The other issue I have is more practical. I just don't think a revocation of the second amendment is at all realistic. The constitutional requirements are such that it's just not going to happen in our current political environment. Instead, the likeliest outcome is months of bickering about how many rounds of ammo is too many, or how scary the gun needs to look before we make it illegal.

I have a Facebook acquaintance who spoke to the need to create a cultural change in America before we'll succeed in reducing the prevalence of guns and gun violence. It was long and I won't repost the whole thing, but here's a portion:

"America is in dire need of a cultural change that makes room for better mental-health-care practices for all of us. If you want to stop the violence, change the person’s behaviors. Change the behaviors, and the instrument becomes insignificant. Make it easy for a person to say, “I think I need to talk to someone.” Take away the stigma of doing so. Make it easier for a neighbor to say, “Hey, you’ve seemed a bit stressed lately. How about coming over for dinner so we can talk about it?” America’s neighbors don’t really know each other any more. These types of changes are way more important than any legislation. These types of changes enfranchise people.

Look at this another way: You want to see the end of the NRA? As long as anyone suggests that anybody touches the 2nd amendment, or guns of any caliber or rate-of-fire, this gives license to the NRA and their supporters to dig in their heels. Want the NRA to be obsolete? Help create a world that is simply not interested in guns. Help the audience lose interest, and the organization will disappear. And the world will be a safer place by default."

Banning this or that is ultimately a bandage on a large problem. It's a quick fix, something that will let people feel like something got accomplished...whether or not it actually does help. A cultural change is difficult and happens gradually over time, which is why no one in our instant-gratification society wants to look at ways to make it happen.

Re: So what.

Date: 2013-01-17 02:33 am (UTC)
From: [identity profile] redbeard13.livejournal.com
Why is it that everyone thinks about free speech when talking about the 1st amendment. You know, the first amendment is what ensures your right to sue people. :) Which, in these days of spiraling health costs may also need to revision...

The courts have already put limitations on free speech, one reason is in interest of public safety. Banning assault weapons might just meet that criteria.

I agree, repealing the 2nd is not practical. But there's a lot of things that aren't practical these days. There's opposition to health benefits for veterans and 9/11 first responders, opposition to anti-rape bills, the list goes on.

And, I don't disagree, better mental health care would go a long way too. But, as is the case with all mental health victims, they need to recognize that they need help and seek it themselves (unless you're suggesting loosening restrictions on involuntary commitments.

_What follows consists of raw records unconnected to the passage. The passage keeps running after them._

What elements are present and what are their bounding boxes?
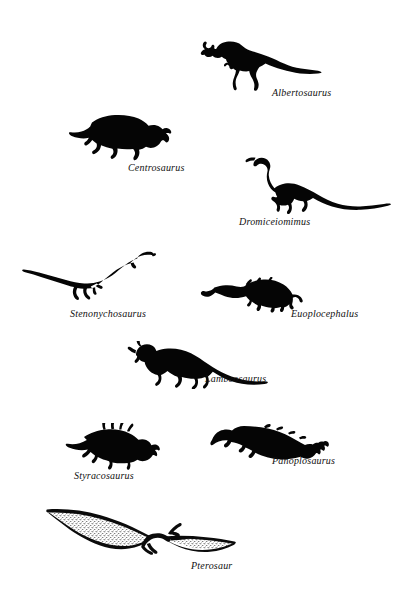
figure-albertosaurus (200, 36, 322, 94)
figure-euoplocephalus (200, 277, 304, 315)
styracosaurus-silhouette (58, 423, 168, 471)
pterosaur-silhouette (44, 503, 236, 557)
label-pterosaur: Pterosaur (191, 561, 232, 571)
albertosaurus-silhouette (200, 36, 322, 94)
label-styracosaurus: Styracosaurus (74, 471, 134, 481)
figure-styracosaurus (58, 423, 168, 471)
label-euoplocephalus: Euoplocephalus (291, 309, 358, 319)
figure-stenonychosaurus (22, 248, 156, 306)
label-albertosaurus: Albertosaurus (272, 88, 331, 98)
stenonychosaurus-silhouette (22, 248, 156, 306)
figure-pterosaur (44, 503, 236, 557)
dinosaur-silhouette-plate: Albertosaurus Centrosaurus Dromiceiomimu… (0, 0, 394, 592)
figure-dromiceiomimus (244, 152, 392, 214)
label-panoplosaurus: Panoplosaurus (272, 456, 335, 466)
label-dromiceiomimus: Dromiceiomimus (239, 217, 310, 227)
dromiceiomimus-silhouette (244, 152, 392, 214)
label-centrosaurus: Centrosaurus (128, 163, 184, 173)
euoplocephalus-silhouette (200, 277, 304, 315)
centrosaurus-silhouette (68, 112, 172, 162)
figure-centrosaurus (68, 112, 172, 162)
label-stenonychosaurus: Stenonychosaurus (70, 309, 146, 319)
label-lambeosaurus: Lambeosaurus (205, 374, 266, 384)
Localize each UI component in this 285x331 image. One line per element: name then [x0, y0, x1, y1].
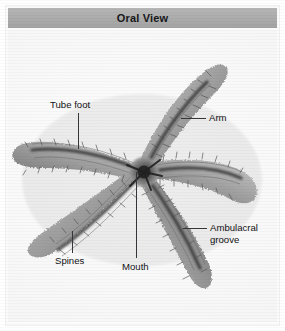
leader-line-spines [72, 231, 73, 253]
label-spines: Spines [55, 255, 84, 267]
label-tube-foot: Tube foot [50, 99, 90, 111]
leader-line-tube-foot [78, 113, 79, 149]
page-title: Oral View [117, 13, 168, 24]
label-mouth: Mouth [122, 261, 149, 273]
figure-image-area [8, 30, 277, 322]
figure-panel: Oral View [0, 0, 285, 331]
leader-line-arm [181, 118, 206, 119]
leader-line-mouth [136, 172, 137, 258]
starfish-photograph [8, 30, 277, 322]
label-arm: Arm [209, 112, 227, 124]
leader-line-ambulacral-groove [183, 228, 207, 229]
label-ambulacral-groove: Ambulacral groove [210, 222, 258, 245]
figure-header-bar: Oral View [8, 8, 277, 28]
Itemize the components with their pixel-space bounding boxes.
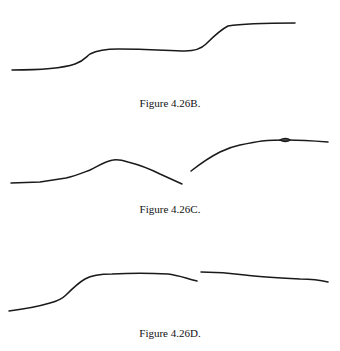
figure-d-caption: Figure 4.26D. [0, 327, 340, 339]
curve-figure-d-right [201, 272, 328, 282]
curve-figure-c-left [11, 160, 182, 184]
figure-c-caption: Figure 4.26C. [0, 203, 340, 215]
curve-drawings [0, 0, 340, 351]
curve-figure-d-left [9, 273, 197, 311]
curve-figure-b [12, 23, 295, 70]
curve-figure-c-right [191, 140, 328, 171]
figure-b-caption: Figure 4.26B. [0, 97, 340, 109]
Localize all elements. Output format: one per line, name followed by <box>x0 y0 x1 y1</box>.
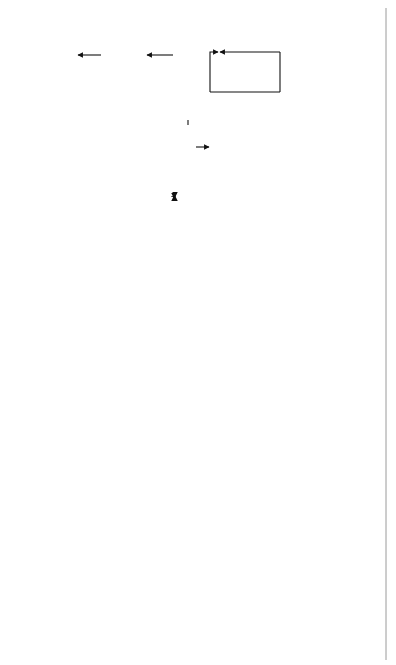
connectors <box>78 52 280 198</box>
planning-process-diagram <box>0 0 396 665</box>
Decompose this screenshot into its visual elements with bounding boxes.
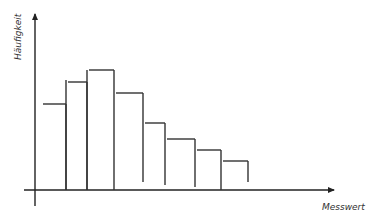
y-axis-label: Häufigkeit <box>13 13 23 60</box>
x-axis-label: Messwert <box>322 202 365 212</box>
histogram-bars <box>43 70 248 190</box>
histogram-sketch: Häufigkeit Messwert <box>0 0 381 221</box>
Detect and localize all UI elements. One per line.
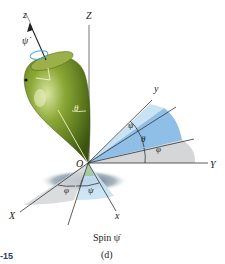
spinning-top-body [24,57,90,163]
panel-label: (d) [101,250,113,260]
Z-axis-label: Z [86,11,92,21]
psi-lower-label: ψ [88,186,94,195]
top-highlight [34,89,46,107]
origin-label: O [76,159,83,169]
theta-top-label: θ [74,104,78,113]
top-spin-diagram [0,0,225,264]
phi-right-label: φ [156,145,161,154]
x-axis-label: x [115,211,119,221]
X-axis-label: X [9,211,15,221]
psi-upper-label: ψ [128,121,134,130]
phi-lower-label: φ [64,186,69,195]
z-axis-arrowhead [27,22,33,32]
y-axis-label: y [154,84,158,94]
Y-axis-label: Y [210,160,216,170]
caption-spin: Spin ψ̇ [93,233,120,243]
psi-dot-label: ψ̇ [22,36,28,46]
theta-right-label: θ [141,135,145,144]
z-axis-label: z [23,10,27,20]
figure-number: -15 [0,252,13,261]
top-dot [24,78,27,81]
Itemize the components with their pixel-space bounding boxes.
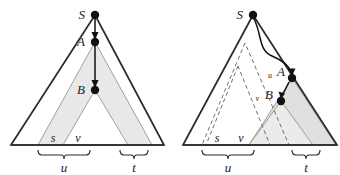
left-brace-label-t: t [132, 160, 136, 175]
left-panel: S A B s v u t [11, 7, 164, 175]
left-node-S [91, 11, 99, 19]
left-brace-t [120, 150, 148, 159]
right-node-A [288, 74, 296, 82]
right-brace-u [202, 150, 254, 159]
left-brace-label-u: u [61, 160, 68, 175]
right-node-S [249, 11, 257, 19]
left-brace-u [38, 150, 90, 159]
right-label-S: S [237, 7, 244, 22]
right-brace-label-u: u [225, 160, 232, 175]
right-node-B [277, 97, 285, 105]
right-label-s: s [215, 131, 220, 145]
left-label-A: A [76, 34, 85, 49]
figure-container: S A B s v u t S [0, 0, 340, 175]
diagram-svg: S A B s v u t S [0, 0, 340, 175]
left-node-B [91, 86, 99, 94]
right-label-A-prefix: u [268, 71, 272, 80]
right-label-v: v [238, 131, 244, 145]
left-label-S: S [79, 7, 86, 22]
left-label-s: s [51, 131, 56, 145]
right-label-B-prefix: v [255, 94, 259, 103]
right-brace-t [292, 150, 320, 159]
right-panel: S u A v B s v u t [183, 7, 337, 175]
right-label-B: B [265, 87, 273, 102]
left-label-v: v [75, 131, 81, 145]
left-label-B: B [77, 82, 85, 97]
right-label-A: A [276, 64, 285, 79]
right-brace-label-t: t [304, 160, 308, 175]
left-node-A [91, 38, 99, 46]
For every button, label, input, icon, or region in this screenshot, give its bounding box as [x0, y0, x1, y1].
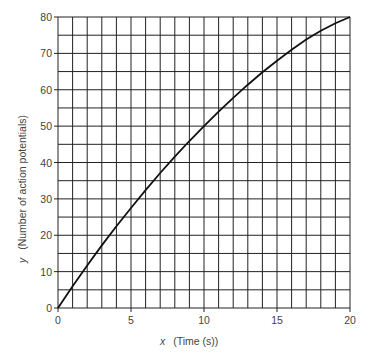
- x-tick-label: 0: [55, 314, 61, 326]
- x-tick-label: 15: [271, 314, 283, 326]
- y-axis-label: y (Number of action potentials): [16, 115, 28, 264]
- y-tick-label: 30: [40, 193, 52, 205]
- y-tick-label: 70: [40, 47, 52, 59]
- y-tick-label: 60: [40, 84, 52, 96]
- line-chart: 0102030405060708005101520 x (Time (s)) y…: [0, 0, 375, 359]
- x-tick-label: 5: [128, 314, 134, 326]
- y-tick-label: 20: [40, 229, 52, 241]
- y-tick-label: 10: [40, 266, 52, 278]
- y-tick-label: 50: [40, 120, 52, 132]
- y-tick-label: 40: [40, 157, 52, 169]
- grid-lines: [54, 17, 350, 312]
- x-tick-label: 20: [344, 314, 356, 326]
- y-tick-label: 80: [40, 11, 52, 23]
- x-axis-label: x (Time (s)): [159, 335, 218, 347]
- x-tick-label: 10: [198, 314, 210, 326]
- y-tick-label: 0: [46, 302, 52, 314]
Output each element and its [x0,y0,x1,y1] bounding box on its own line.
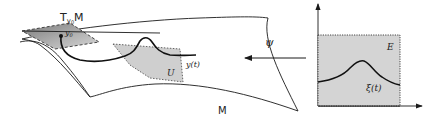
manifold-chart-diagram: Ty0M y0 U y(t) M ψ E ξ(t) [0,0,439,118]
tangent-plane-label: Ty0M [59,11,84,25]
chart-region-label: E [386,42,394,52]
map-psi-label: ψ [265,36,274,49]
patch-label: U [167,68,175,78]
manifold-label: M [218,105,227,116]
point-y0 [59,34,63,38]
diagram-canvas: Ty0M y0 U y(t) M ψ E ξ(t) [0,0,439,118]
chart-region-e: E [318,35,400,106]
curve-y-t-label: y(t) [185,60,200,69]
curve-xi-t-label: ξ(t) [366,83,382,93]
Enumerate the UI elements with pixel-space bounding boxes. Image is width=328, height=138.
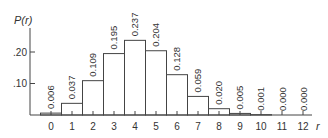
bar-value-label: 0.037 [67,76,78,100]
y-axis: .10.20 [13,28,35,115]
bar-value-label: 0.237 [130,13,141,37]
x-tick-label: 0 [48,121,54,132]
bar-value-label: 0.128 [172,47,183,71]
x-axis-label: r [316,120,321,132]
x-tick-label: 5 [153,121,159,132]
x-tick-label: 2 [90,121,96,132]
bar-value-label: 0.020 [214,81,225,105]
bar-value-label: 0.005 [235,86,246,110]
bars: 0.0060.0370.1090.1950.2370.2040.1280.059… [41,13,309,115]
bar [104,54,125,115]
bar-value-label: 0.059 [193,69,204,93]
bar-value-label: 0.204 [151,23,162,47]
x-tick-label: 12 [297,121,309,132]
y-axis-label: P(r) [14,14,33,26]
bar-value-label: 0.001 [256,87,267,111]
bar-value-label: 0.000 [298,87,309,111]
bar [167,75,188,115]
bar-value-label: 0.195 [109,26,120,50]
x-tick-label: 3 [111,121,117,132]
x-tick-label: 7 [195,121,201,132]
bar [125,40,146,115]
bar-value-label: 0.006 [46,85,57,109]
bar [83,81,104,115]
bar-value-label: 0.109 [88,53,99,77]
x-tick-label: 10 [255,121,267,132]
y-tick-label: .20 [13,47,27,58]
x-tick-label: 4 [132,121,138,132]
x-tick-label: 6 [174,121,180,132]
x-tick-label: 8 [216,121,222,132]
bar-value-label: 0.000 [277,87,288,111]
x-tick-label: 11 [277,121,288,132]
y-tick-label: .10 [13,78,27,89]
probability-histogram: P(r) .10.20 0.0060.0370.1090.1950.2370.2… [0,0,328,138]
x-tick-label: 9 [237,121,243,132]
x-tick-label: 1 [69,121,75,132]
bar [146,51,167,115]
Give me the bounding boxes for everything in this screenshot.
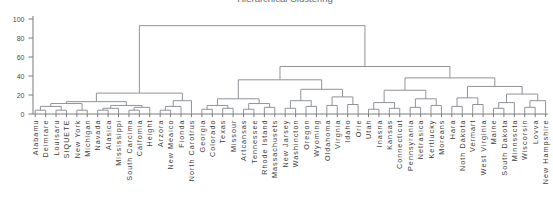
leaf-label: New Hampshire: [541, 120, 550, 185]
leaf-label: New York: [73, 120, 82, 159]
leaf-label: Idaho: [343, 120, 352, 143]
leaf-label: Hara: [448, 120, 457, 140]
leaf-label: Navada: [93, 120, 102, 151]
leaf-label: Height: [145, 120, 154, 147]
leaf-label: Louisaru: [52, 120, 61, 156]
leaf-label: Washincton: [291, 120, 300, 168]
leaf-label: Calfomia: [135, 120, 144, 157]
leaf-label: North Carotrus: [187, 120, 196, 182]
leaf-label: Alasica: [104, 120, 113, 151]
leaf-label: Kansas: [385, 120, 394, 150]
leaf-label: Netrasica: [416, 120, 425, 160]
leaf-label: Artcansas: [239, 120, 248, 161]
leaf-label: Inasna: [375, 120, 384, 148]
leaf-label: Rhode Istand: [260, 120, 269, 175]
leaf-label: Mississippi: [114, 120, 123, 166]
leaf-label: Missour: [229, 120, 238, 153]
leaf-label: Michigan: [83, 120, 92, 157]
leaf-label: New Jarsey: [281, 120, 290, 168]
leaf-label: Alabamu: [31, 120, 40, 156]
y-tick-label: 0: [21, 111, 25, 118]
y-tick-label: 80: [17, 35, 25, 42]
leaf-label: Maine: [489, 120, 498, 145]
leaf-label: Fionda: [177, 120, 186, 148]
leaf-label: South Dakota: [500, 120, 509, 176]
leaf-label: Moreans: [437, 120, 446, 155]
leaf-label: Connecticut: [395, 120, 404, 170]
leaf-label: Vermart: [468, 120, 477, 153]
dendrogram-chart: 020406080100Hierarchical ClusteringAlaba…: [0, 0, 553, 201]
y-tick-label: 100: [13, 16, 25, 23]
leaf-label: Wyoming: [312, 120, 321, 157]
leaf-label: Oregon: [302, 120, 311, 150]
leaf-label: Kertlucky: [427, 120, 436, 159]
leaf-label: Utah: [364, 120, 373, 139]
leaf-label: Pennsyrania: [406, 120, 415, 172]
leaf-label: Tennessee: [250, 120, 259, 164]
dendrogram-links: [35, 26, 545, 114]
leaf-label: Colorado: [208, 120, 217, 158]
leaf-label: South Carcima: [125, 120, 134, 181]
leaf-label: West Virginia: [479, 120, 488, 176]
leaf-label: Texas: [218, 120, 227, 144]
y-tick-label: 60: [17, 54, 25, 61]
leaf-label: Minnsscta: [510, 120, 519, 162]
leaf-label: Noth Dakota: [458, 120, 467, 172]
leaf-label: Orie: [354, 120, 363, 138]
leaf-label: New Meaico: [166, 120, 175, 170]
y-tick-label: 40: [17, 73, 25, 80]
leaf-label: Massachusets: [270, 120, 279, 179]
leaf-label: Virgnia: [333, 120, 342, 150]
leaf-label: Oldahoma: [323, 120, 332, 162]
leaf-label: Georgia: [198, 120, 207, 153]
leaf-label: Arzora: [156, 120, 165, 147]
y-tick-label: 20: [17, 92, 25, 99]
leaf-label: SIQUETE: [62, 120, 71, 159]
leaf-label: Lovva: [531, 120, 540, 144]
dendrogram-figure: 020406080100Hierarchical ClusteringAlaba…: [0, 0, 553, 201]
leaf-label: Wiscorsin: [520, 120, 529, 161]
leaf-label: Deimrare: [41, 120, 50, 158]
chart-title: Hierarchical Clustering: [237, 0, 333, 4]
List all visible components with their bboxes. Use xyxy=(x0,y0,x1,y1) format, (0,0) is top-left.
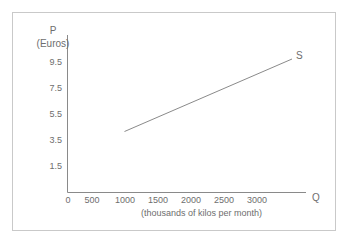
y-axis-title: P xyxy=(30,26,76,36)
y-tick-label: 9.5 xyxy=(28,58,62,67)
supply-curve-label: S xyxy=(296,51,303,61)
x-axis-caption: (thousands of kilos per month) xyxy=(141,209,262,218)
supply-curve-figure: P (Euros) 9.5 7.5 5.5 3.5 1.5 0 500 1000… xyxy=(0,0,349,245)
x-axis-title: Q xyxy=(312,193,320,203)
y-tick-label: 1.5 xyxy=(28,162,62,171)
y-axis-unit-label: (Euros) xyxy=(22,39,84,49)
y-tick-label: 7.5 xyxy=(28,84,62,93)
y-tick-label: 3.5 xyxy=(28,136,62,145)
y-tick-label: 5.5 xyxy=(28,110,62,119)
x-tick-label: 3000 xyxy=(237,196,277,205)
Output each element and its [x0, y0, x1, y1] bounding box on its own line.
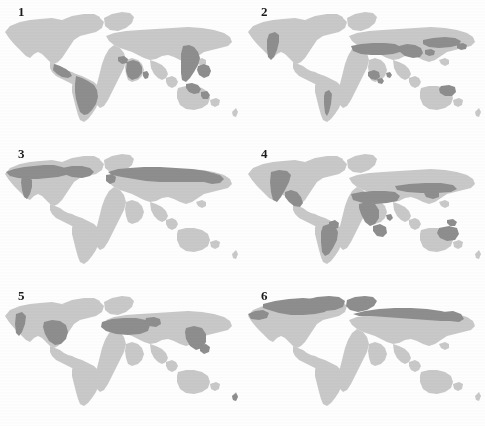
world-map-2 [243, 0, 485, 142]
panel-label-5: 5 [18, 289, 25, 302]
world-map-3 [0, 142, 242, 284]
world-map-5 [0, 284, 242, 426]
panel-label-1: 1 [18, 5, 25, 18]
panel-label-4: 4 [261, 147, 268, 160]
world-map-6 [243, 284, 485, 426]
map-panel-5[interactable]: 5 [0, 284, 242, 426]
map-panel-2[interactable]: 2 [243, 0, 485, 142]
panel-label-3: 3 [18, 147, 25, 160]
landmass-layer-2 [248, 12, 481, 122]
world-map-4 [243, 142, 485, 284]
map-panel-6[interactable]: 6 [243, 284, 485, 426]
panel-label-6: 6 [261, 289, 268, 302]
map-panel-1[interactable]: 1 [0, 0, 242, 142]
panel-label-2: 2 [261, 5, 268, 18]
world-map-1 [0, 0, 242, 142]
map-panel-3[interactable]: 3 [0, 142, 242, 284]
map-panel-4[interactable]: 4 [243, 142, 485, 284]
biome-map-figure: 1 [0, 0, 485, 426]
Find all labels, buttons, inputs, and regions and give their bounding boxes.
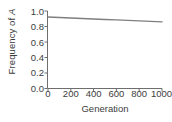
x-tick-label: 800 — [131, 89, 147, 99]
x-tick-label: 1000 — [151, 89, 172, 99]
x-axis-label: Generation — [48, 103, 162, 114]
x-tick-label: 600 — [108, 89, 124, 99]
x-tick-label: 400 — [86, 89, 102, 99]
x-tick-label: 200 — [63, 89, 79, 99]
chart-figure: Frequency of A 1.0 0.8 0.6 0.4 0.2 0.0 — [0, 0, 172, 122]
x-tick-label: 0 — [45, 89, 50, 99]
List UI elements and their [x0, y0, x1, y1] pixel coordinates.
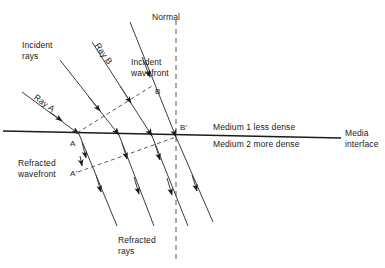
- label-normal: Normal: [152, 12, 180, 23]
- diagram-canvas: [0, 0, 385, 268]
- refracted-arrow-2a: [122, 143, 127, 159]
- refraction-diagram: Normal Incident rays Ray A Ray B Inciden…: [0, 0, 385, 268]
- incident-midarrow-2: [88, 96, 100, 111]
- incident-wavefront-line: [77, 86, 152, 133]
- label-refracted-rays: Refracted rays: [118, 235, 156, 257]
- point-label-a: A: [70, 138, 75, 149]
- label-medium-2: Medium 2 more dense: [213, 139, 299, 150]
- label-media-interface: Media interface: [345, 128, 379, 150]
- label-medium-1: Medium 1 less dense: [213, 122, 295, 133]
- refracted-arrow-1b: [96, 175, 101, 192]
- refracted-arrow-3a: [155, 144, 160, 160]
- label-incident-rays: Incident rays: [22, 40, 53, 62]
- label-incident-wavefront: Incident wavefront: [131, 57, 169, 79]
- point-label-b: B: [155, 86, 160, 97]
- incident-midarrow-1: [50, 112, 62, 121]
- point-label-a-prime: A': [70, 168, 77, 179]
- a-prime-stub-arrow: [80, 156, 82, 166]
- refracted-ray-1: [79, 134, 117, 226]
- point-label-b-prime: B': [180, 122, 187, 133]
- incident-ray-4: [130, 22, 176, 137]
- incident-midarrow-3: [120, 86, 131, 103]
- refracted-ray-3: [152, 136, 188, 226]
- label-refracted-wavefront: Refracted wavefront: [18, 158, 56, 180]
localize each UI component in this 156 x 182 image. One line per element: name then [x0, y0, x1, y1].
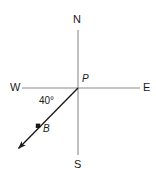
- label-north: N: [73, 14, 81, 25]
- compass-bearing-diagram: N S W E P B 40°: [0, 0, 156, 182]
- label-west: W: [10, 82, 20, 93]
- label-east: E: [143, 82, 150, 93]
- label-origin-p: P: [82, 74, 89, 84]
- point-b-marker: [36, 124, 40, 128]
- label-south: S: [74, 159, 81, 170]
- label-point-b: B: [43, 124, 50, 134]
- label-angle-40: 40°: [39, 96, 54, 106]
- diagram-canvas: [0, 0, 156, 182]
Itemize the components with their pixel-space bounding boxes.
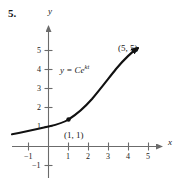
y-tick-label-3: 3: [37, 85, 41, 93]
plot-canvas: [0, 0, 178, 191]
exponential-growth-figure: 5. y x y = Cekt (1, 1) (5, 5) −1 1 2 3 4…: [0, 0, 178, 191]
y-tick-label-5: 5: [37, 47, 41, 55]
exponential-curve: [12, 48, 138, 134]
curve-equation-label: y = Cekt: [60, 64, 89, 75]
x-tick-label-5: 5: [146, 153, 150, 161]
point-label-low: (1, 1): [64, 131, 84, 140]
point-label-high: (5, 5): [118, 44, 138, 53]
x-tick-label-2: 2: [86, 153, 90, 161]
y-tick-label--1: −1: [32, 162, 41, 170]
x-tick-label-3: 3: [106, 153, 110, 161]
y-tick-label-1: 1: [37, 123, 41, 131]
x-tick-label--1: −1: [24, 153, 33, 161]
data-point-marker-1-1: [66, 117, 70, 121]
x-axis-label: x: [168, 138, 172, 147]
equation-exponent: kt: [85, 63, 90, 70]
y-axis-label: y: [48, 7, 52, 16]
x-tick-label-1: 1: [66, 153, 70, 161]
problem-number: 5.: [8, 8, 16, 19]
y-tick-label-2: 2: [37, 104, 41, 112]
x-tick-label-4: 4: [126, 153, 130, 161]
y-tick-label-4: 4: [37, 66, 41, 74]
equation-base: y = Ce: [60, 65, 85, 75]
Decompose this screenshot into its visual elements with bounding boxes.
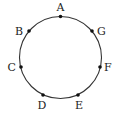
point-c: [19, 65, 23, 69]
point-d: [41, 93, 45, 97]
point-b: [27, 29, 31, 33]
label-d: D: [38, 99, 47, 112]
label-a: A: [56, 1, 66, 14]
circle: [20, 17, 102, 99]
point-a: [59, 15, 63, 19]
circle-diagram: ABGCFDE: [0, 0, 118, 119]
label-b: B: [15, 25, 23, 38]
point-g: [90, 29, 94, 33]
point-e: [76, 93, 80, 97]
label-c: C: [8, 61, 16, 74]
label-g: G: [97, 25, 106, 38]
label-f: F: [104, 61, 112, 74]
label-e: E: [75, 99, 83, 112]
point-f: [98, 65, 102, 69]
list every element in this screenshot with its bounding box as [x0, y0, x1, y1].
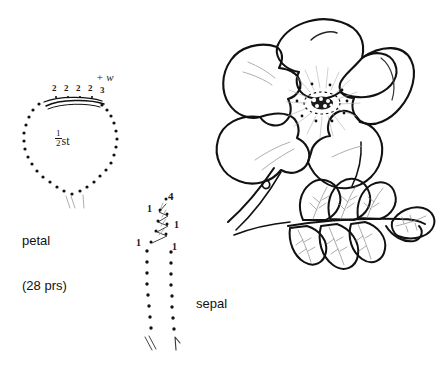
petal-top-arcs	[44, 97, 104, 109]
wild-rose-flower	[217, 19, 414, 188]
sepal-zigzag	[150, 198, 169, 244]
sepal-tail-marks	[145, 336, 180, 350]
sepal-dotted-column-right	[169, 250, 175, 330]
compound-leaf-sprig	[288, 179, 434, 269]
thorned-stem	[228, 168, 290, 235]
petal-tail-marks	[66, 195, 84, 208]
sepal-dotted-column-left	[145, 249, 152, 329]
petal-dotted-outline	[22, 96, 118, 196]
line-art-layer	[0, 0, 440, 368]
diagram-canvas: 2 2 2 2 3 + w 1 2 st petal (28 prs) 4 1 …	[0, 0, 440, 368]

But I disagree with your assertion that banning certain types of weapons would have little effect. Fully-automatic weapons were banned (by Reagan, a Republican, back when they were a noble party with ideals, rather than a bunch of hacks who think science is bad and facts are optional), and how many massacres are being committed with fully automatic weapons? It's a convenient half-truth that if weapons are illegal, only criminals will have them. I mean, it's logically infallible, but speaking to practicality, if weapons of any sort aren't readily available to anyone, even criminals have a hard time getting them. Note that there aren't a whole lot of crimes committed with RPGs.

I have no problem with people owning target shooting pistols, hunting rifles. I agree that restricting magazine capacity is kind of a joke, but restricting ownership to bolt-action weapons would make the sorts of crimes we're seeing in Sandy Hook, Newtown, Aurora, Milwaukee and the others.

Perhaps the cultural problem isn't just about mental health, perhaps it's about our need to own weapons capable of inflicting so much damage on our fellow human beings. If the guns weren't out there, the mentally ill (and the mentally competent criminals) would have a much higher barrier to doing what they're doing.